Readers by professional status Count As %
Other 3 27%
Student > Doctoral Student 2 18%
Researcher 2 18%
Student > Bachelor 1 9%
Student > Master 1 9%
Other 1 9%
Unknown 1 9%
Readers by discipline Count As %
Medicine and Dentistry 7 64%
Nursing and Health Professions 1 9%
Engineering 1 9%
Unknown 2 18%
Attention Score in Context

Attention Score in Context

This research output has an Altmetric Attention Score of 11. This is our high-level measure of the quality and quantity of online attention that it has received. This Attention Score, as well as the ranking and number of research outputs shown below, was calculated when the research output was last mentioned on 03 July 2018.
All research outputs
#3,276,230
of 25,382,440 outputs
Outputs from Allergy, Asthma & Clinical Immunology
#216
of 924 outputs
Outputs of similar age
#63,061
of 342,237 outputs
Outputs of similar age from Allergy, Asthma & Clinical Immunology
#6
of 13 outputs
Altmetric has tracked 25,382,440 research outputs across all sources so far. Compared to these this one has done well and is in the 86th percentile: it's in the top 25% of all research outputs ever tracked by Altmetric.
So far Altmetric has tracked 924 research outputs from this source.

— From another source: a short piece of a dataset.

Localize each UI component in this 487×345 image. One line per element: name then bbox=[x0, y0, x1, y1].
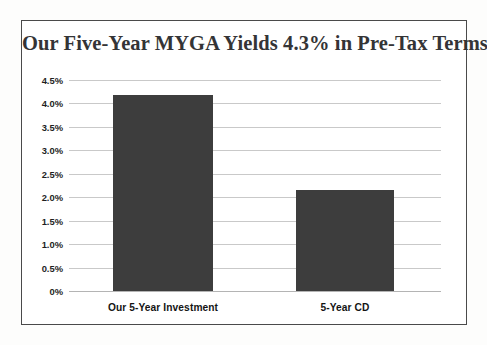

They typically receive a lot more attention than average, with a mean Attention Score of 13.8. This one has done well, scoring higher than 75% of its peers.
Older research outputs will score higher simply because they've had more time to accumulate mentions. To account for age we can compare this Altmetric Attention Score to the 342,237 tracked outputs that were published within six weeks on either side of this one in any source. This one has done well, scoring higher than 81% of its contemporaries.
We're also able to compare this research output to 13 others from the same source and published within six weeks on either side of this one. This one has gotten more attention than average, scoring higher than 53% of its contemporaries.